Will the Government claim that ACC is in crisis now?
Media release on behalf of ACC Futures
Coalition – 22 February 2012
Will
the Government claim that ACC is in crisis
now?
The Government’s Financial Statements for the six months to the end of December, released earlier this week, show the operating balance has taken a significant hit in part because of a greater than expected fall in valuations of investments held by ACC, as well as a change in the discount rate used by ACC to calculate its future liabilities. Actuarial losses on ACC’s liability for outstanding claims were $753m higher than forecast. The losses on investment attributable to ACC were $134 million higher than forecast.
“While the figures have improved from the five monthly statement, these are the kind of figures that had the government claiming in 2009 that ‘if ACC was an insurance company, it would be insolvent’,” said ACC Futures Coalition spokesperson Hazel Armstrong. “They are silent now that they cannot blame the previous government, the previous board and its chair, or the alleged generosity of the scheme. They are also silent because there is no financial crisis, any more than there was one in 2009”.
“ACC coverage and entitlements have been rundown over the last three years and yet despite this we still get a situation which on the face of it looks like the scheme is running at a loss. The reality is that ACC is still running a large annual surplus, like they were in 2009, but because they have adopted the private insurance model of working towards full funding, those investment funds will take a hit from time to time, or the discount rate gets changed, and ACC’s books will accordingly look bad,” said Ms. Armstrong. “These are actuarial losses and the scheme is in good financial shape.”
“We also note that the government has recently deferred their decisions on the privatization of the work account. They may well be struggling to get private insurers to compete with the inherently efficient publicly owned and provided ACC. Perhaps it is time that the Government recognized that the scheme is not an insurance company, it is an extension of our social services and should be funded and delivered accordingly,”Ms. Armstrong concluded.
ENDS
The ACC Futures Coalition consists of community groups, academics, organisations representing people who need support from ACC, health treatment providers and unions who have come together around the following aim:
To build cross-party support for retaining the status of ACC as a publicly-owned single provider committed to the ‘Woodhouse Principles’, with a view to maintaining and improving the provision of injury prevention, treatment, rehabilitation and ‘no fault’ compensation social insurance system for all New Zealanders.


Copy out the entries word for word, leaving images aside.

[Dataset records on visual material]

□ □ □ □ □ □ □

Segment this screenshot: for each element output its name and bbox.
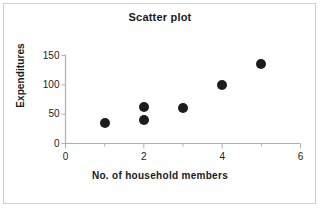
x-axis-label: No. of household members [0,170,320,181]
data-point [256,59,266,69]
x-tick-label: 4 [210,151,234,162]
y-tick-label: 100 [32,79,60,90]
y-tick-label: 0 [32,138,60,149]
scatter-plot-figure: Scatter plot Expenditures No. of househo… [0,0,320,208]
data-point [139,115,149,125]
data-point [100,118,110,128]
x-tick-label: 6 [289,151,313,162]
y-tick-label: 50 [32,108,60,119]
data-point [217,80,227,90]
y-tick-label: 150 [32,50,60,61]
y-axis-label: Expenditures [15,26,26,126]
data-point [139,102,149,112]
x-tick-label: 0 [54,151,78,162]
chart-title: Scatter plot [0,11,320,23]
x-tick-label: 2 [132,151,156,162]
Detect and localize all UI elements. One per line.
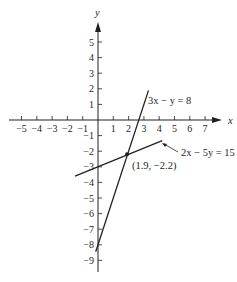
line1-label: 3x − y = 8 [148, 95, 191, 106]
y-tick-label: 5 [89, 37, 94, 48]
y-tick-label: −8 [83, 239, 94, 250]
x-axis-label: x [227, 115, 233, 126]
leader-arrow-icon [162, 143, 167, 147]
x-tick-label: 1 [111, 123, 116, 134]
axis-ticks: −5−4−3−2−1123456754321−1−2−3−4−5−6−7−8−9 [16, 37, 207, 266]
x-tick-label: 6 [187, 123, 192, 134]
y-tick-label: −6 [83, 208, 94, 219]
coordinate-plane: −5−4−3−2−1123456754321−1−2−3−4−5−6−7−8−9… [0, 0, 237, 282]
y-tick-label: 4 [89, 52, 94, 63]
x-tick-label: −2 [62, 123, 73, 134]
y-axis-arrow-icon [95, 22, 101, 32]
y-tick-label: 3 [89, 68, 94, 79]
x-tick-label: 5 [172, 123, 177, 134]
line2-label: 2x − 5y = 15 [181, 147, 235, 158]
y-tick-label: −5 [83, 193, 94, 204]
intersection-point [125, 152, 129, 156]
x-tick-label: −4 [31, 123, 42, 134]
x-tick-label: −3 [47, 123, 58, 134]
y-axis-label: y [94, 7, 100, 18]
x-tick-label: 2 [126, 123, 131, 134]
y-tick-label: −2 [83, 146, 94, 157]
y-tick-label: 2 [89, 83, 94, 94]
y-tick-label: 1 [89, 99, 94, 110]
chart-labels: y x 3x − y = 8 2x − 5y = 15 (1.9, −2.2) [94, 7, 235, 172]
line-3x-minus-y-eq-8 [96, 90, 149, 251]
x-tick-label: 3 [141, 123, 146, 134]
intersection-label: (1.9, −2.2) [132, 160, 177, 172]
y-tick-label: −4 [83, 177, 94, 188]
y-tick-label: −9 [83, 255, 94, 266]
x-tick-label: 7 [203, 123, 208, 134]
y-tick-label: −7 [83, 224, 94, 235]
y-tick-label: −1 [83, 130, 94, 141]
x-tick-label: 4 [157, 123, 162, 134]
x-axis-arrow-icon [212, 117, 222, 123]
x-tick-label: −5 [16, 123, 27, 134]
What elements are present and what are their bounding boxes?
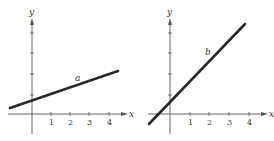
x-tick-label: 3 [227, 118, 232, 127]
x-tick-label: 4 [247, 118, 252, 127]
x-axis-label: x [129, 109, 134, 119]
y-axis-arrow-icon [168, 18, 172, 25]
graph-a: 1 2 3 4 y x a [8, 7, 134, 134]
line-b-label: b [205, 47, 211, 57]
x-axis-arrow-icon [121, 112, 128, 116]
x-tick-label: 2 [68, 118, 73, 127]
x-tick-label: 1 [188, 118, 193, 127]
y-axis-label: y [28, 7, 35, 17]
x-axis-arrow-icon [261, 112, 268, 116]
y-axis-arrow-icon [30, 18, 34, 25]
line-a-label: a [75, 73, 80, 83]
x-tick-label: 4 [107, 118, 112, 127]
x-tick-label: 2 [207, 118, 212, 127]
y-axis-label: y [166, 7, 173, 17]
x-tick-label: 3 [87, 118, 92, 127]
x-axis-label: x [269, 109, 274, 119]
x-tick-label: 1 [49, 118, 54, 127]
line-b [149, 24, 245, 124]
line-a [10, 71, 118, 108]
graph-b: 1 2 3 4 y x b [148, 7, 274, 134]
figure: 1 2 3 4 y x a 1 2 3 4 y x [0, 0, 274, 141]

□ □ □ □ □ □ □

> [RESPONSE TO THIS EXERCISE]
Segment this screenshot: for each element output its name and bbox.
x-axis-label: No. of household members [0,170,320,181]
data-point [256,59,266,69]
x-tick-label: 4 [210,151,234,162]
y-tick-label: 100 [32,79,60,90]
y-tick-label: 0 [32,138,60,149]
scatter-plot-figure: Scatter plot Expenditures No. of househo… [0,0,320,208]
data-point [139,115,149,125]
data-point [100,118,110,128]
x-tick-label: 6 [289,151,313,162]
y-tick-label: 50 [32,108,60,119]
data-point [217,80,227,90]
y-tick-label: 150 [32,50,60,61]
y-axis-label: Expenditures [15,26,26,126]
data-point [139,102,149,112]
x-tick-label: 0 [54,151,78,162]
chart-title: Scatter plot [0,11,320,23]
x-tick-label: 2 [132,151,156,162]
Detect and localize all UI elements. One per line.
line1-label: 3x − y = 8 [148, 95, 191, 106]
y-tick-label: 5 [89, 37, 94, 48]
y-tick-label: −8 [83, 239, 94, 250]
x-axis-label: x [227, 115, 233, 126]
leader-arrow-icon [162, 143, 167, 147]
x-tick-label: 1 [111, 123, 116, 134]
axis-ticks: −5−4−3−2−1123456754321−1−2−3−4−5−6−7−8−9 [16, 37, 207, 266]
x-tick-label: 6 [187, 123, 192, 134]
y-tick-label: −6 [83, 208, 94, 219]
coordinate-plane: −5−4−3−2−1123456754321−1−2−3−4−5−6−7−8−9… [0, 0, 237, 282]
y-tick-label: 4 [89, 52, 94, 63]
x-tick-label: −2 [62, 123, 73, 134]
y-axis-arrow-icon [95, 22, 101, 32]
y-tick-label: 3 [89, 68, 94, 79]
x-tick-label: 5 [172, 123, 177, 134]
line2-label: 2x − 5y = 15 [181, 147, 235, 158]
y-tick-label: −5 [83, 193, 94, 204]
intersection-point [125, 152, 129, 156]
x-tick-label: −4 [31, 123, 42, 134]
x-tick-label: −3 [47, 123, 58, 134]
y-axis-label: y [94, 7, 100, 18]
x-tick-label: 2 [126, 123, 131, 134]
y-tick-label: −2 [83, 146, 94, 157]
y-tick-label: 2 [89, 83, 94, 94]
y-tick-label: 1 [89, 99, 94, 110]
chart-labels: y x 3x − y = 8 2x − 5y = 15 (1.9, −2.2) [94, 7, 235, 172]
line-3x-minus-y-eq-8 [96, 90, 149, 251]
x-tick-label: 3 [141, 123, 146, 134]
intersection-label: (1.9, −2.2) [132, 160, 177, 172]
y-tick-label: −4 [83, 177, 94, 188]
y-tick-label: −9 [83, 255, 94, 266]
x-tick-label: 7 [203, 123, 208, 134]
y-tick-label: −7 [83, 224, 94, 235]
y-tick-label: −1 [83, 130, 94, 141]
x-tick-label: 4 [157, 123, 162, 134]
x-axis-arrow-icon [212, 117, 222, 123]
x-tick-label: −5 [16, 123, 27, 134]
What elements are present and what are their bounding boxes?
x-tick-label: 3 [227, 118, 232, 127]
x-tick-label: 4 [247, 118, 252, 127]
x-axis-label: x [129, 109, 134, 119]
y-axis-arrow-icon [168, 18, 172, 25]
graph-a: 1 2 3 4 y x a [8, 7, 134, 134]
line-b-label: b [205, 47, 211, 57]
x-axis-arrow-icon [121, 112, 128, 116]
x-tick-label: 2 [68, 118, 73, 127]
x-tick-label: 1 [188, 118, 193, 127]
y-axis-label: y [28, 7, 35, 17]
x-axis-arrow-icon [261, 112, 268, 116]
y-axis-arrow-icon [30, 18, 34, 25]
line-a-label: a [75, 73, 80, 83]
x-tick-label: 4 [107, 118, 112, 127]
x-tick-label: 2 [207, 118, 212, 127]
y-axis-label: y [166, 7, 173, 17]
x-tick-label: 3 [87, 118, 92, 127]
x-axis-label: x [269, 109, 274, 119]
x-tick-label: 1 [49, 118, 54, 127]
line-b [149, 24, 245, 124]
line-a [10, 71, 118, 108]
graph-b: 1 2 3 4 y x b [148, 7, 274, 134]
figure: 1 2 3 4 y x a 1 2 3 4 y x [0, 0, 274, 141]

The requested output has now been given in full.